The objectivity principle says that whenever possible, accounting entries should be based in fact – that is, on information that can be objectively proven – rather than on information that's open to interpretation. Such interpretations, after all, are really just opinion.
Objectivity goes hand in hand with two other bedrock accounting principles: reliability, which is the degree to which you can trust that accounting entries are accurate, and verifiability, which is the likelihood that different accountants looking at the same information would produce the same results.
A prime example of the objectivity principle in action is in the reporting of asset values on a company's balance sheet.
Say your company bought a plot of land five years ago for $50,000. You could ask five experts in commercial real estate to tell you what it's worth today, and you might get five different opinions. They'd all be expert, informed opinions – but they'd still be opinions.

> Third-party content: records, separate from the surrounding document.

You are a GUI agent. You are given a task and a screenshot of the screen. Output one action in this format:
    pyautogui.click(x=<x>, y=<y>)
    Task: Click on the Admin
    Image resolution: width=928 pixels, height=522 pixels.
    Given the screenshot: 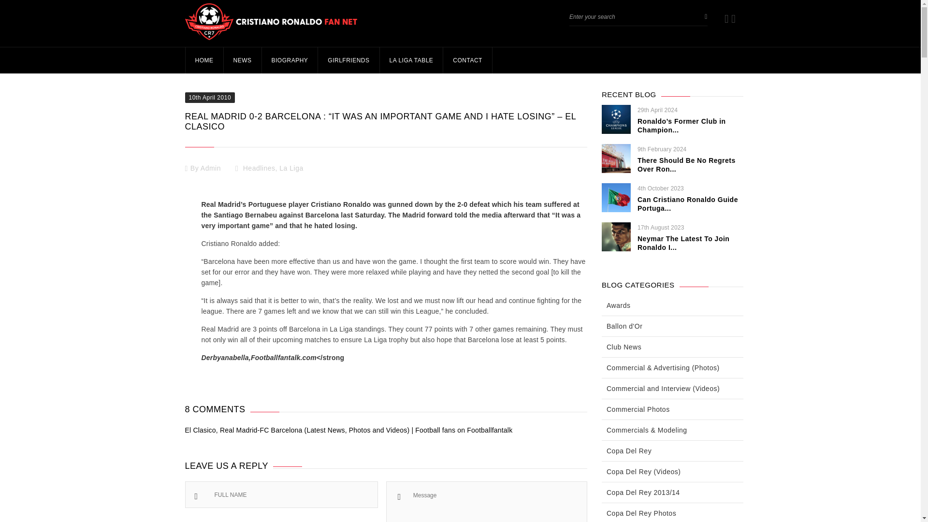 What is the action you would take?
    pyautogui.click(x=210, y=168)
    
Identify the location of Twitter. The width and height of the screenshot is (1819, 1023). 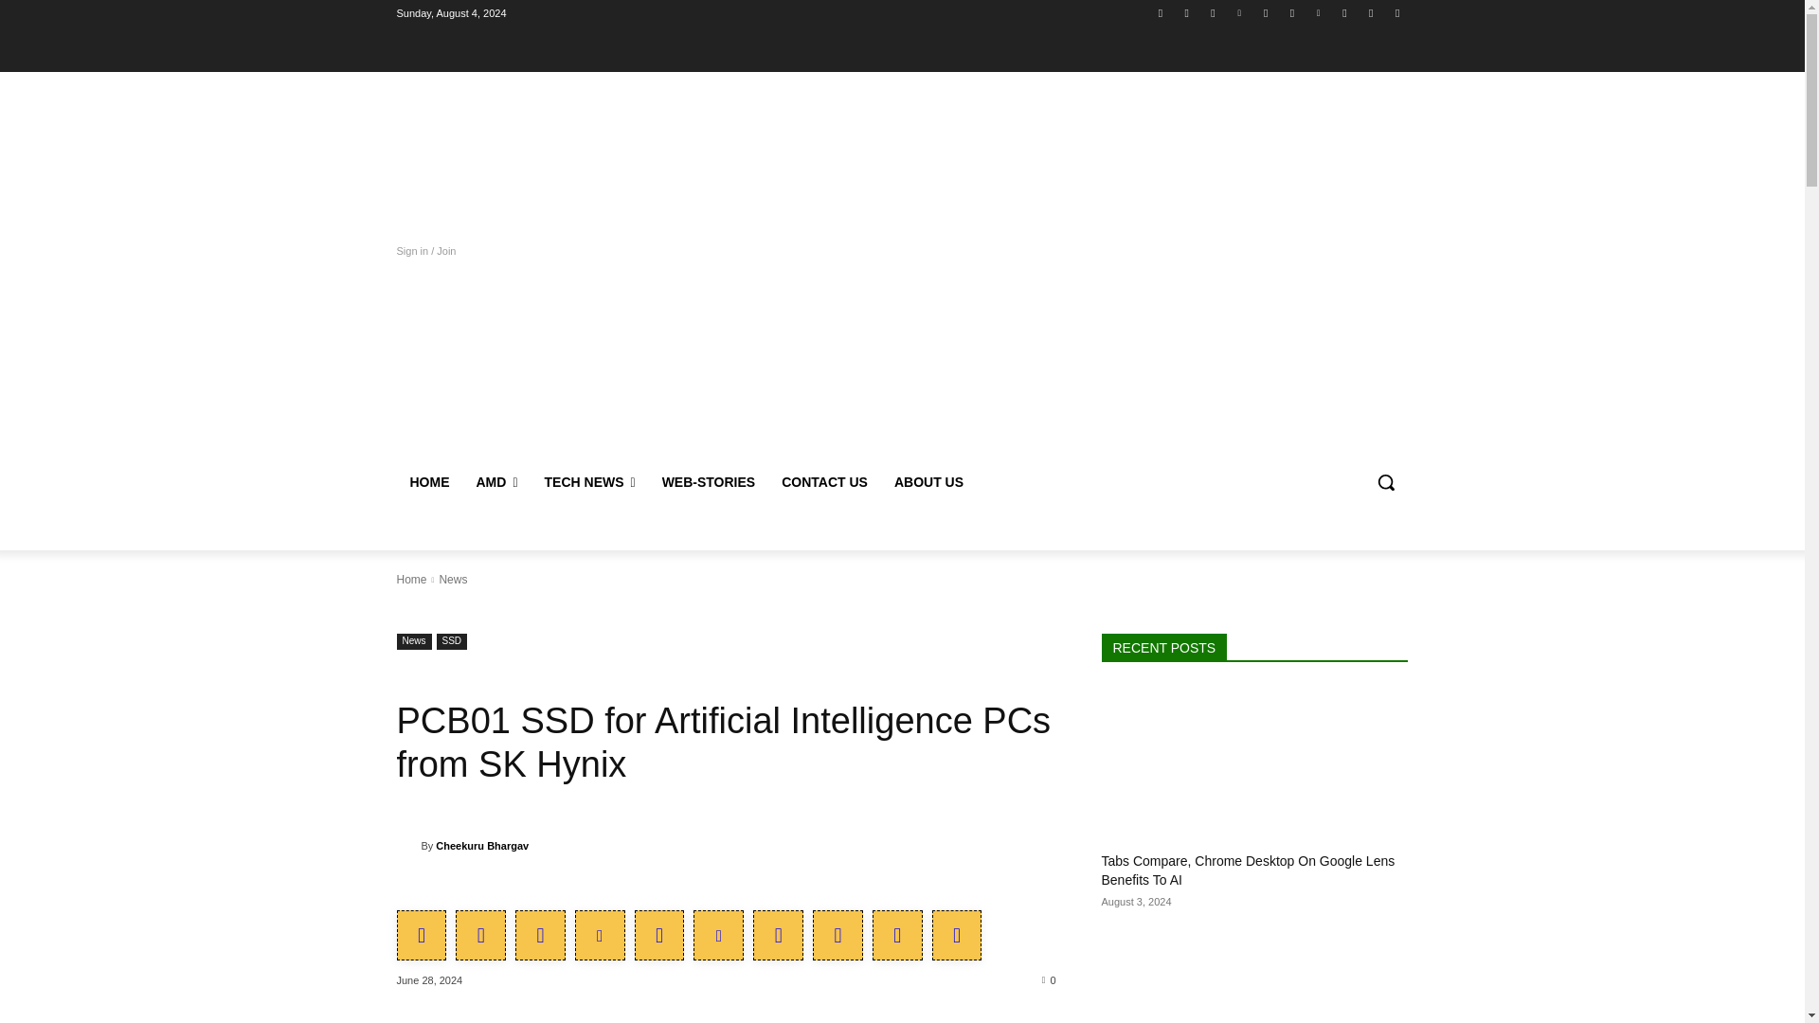
(1213, 12).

The only thing that can be said with objective certainty about the value of the land is that you paid $50,000 for it five years ago. So that's the figure that will appear on your balance sheet, for as long as you own the land.
The objectivity principle explains why some incredibly valuable assets may not appear on your balance sheet at all.
Ask yourself how much your company's good name is worth. Your reputation with consumers, the customer loyalty you've earned – these are things that increase the value of your business. But any attempt to put a dollar figure on these "intangibles" would be subjective, so you don't get to list them as assets at all.
If you were to sell your company, however, then the intangibles would have an objective value: It's what the buyer paid for your business above and beyond the value of the tangible assets.
The buyer could then list those intangibles on its own balance sheet (usually as "goodwill"), and the objectivity principle has been upheld.
Accounting requires making all kinds of assumptions, forecasts and estimates – from what percentage of your accounts receivable you'll be unable to collect to the appropriate schedule for depreciating your fixed assets. It's ultimately impossible to predict the future, and it's unlikely that a given estimate or assumption will be 100 percent accurate. But that doesn't mean these things can't strive for objectivity, too.
Forecasts for future revenue and expenses, for example, should be based on the company's own experience – hard numbers about sales and costs. Profit projections should flow logically from current trends. Assumptions about future gains in productivity should be rooted in objective data from operations.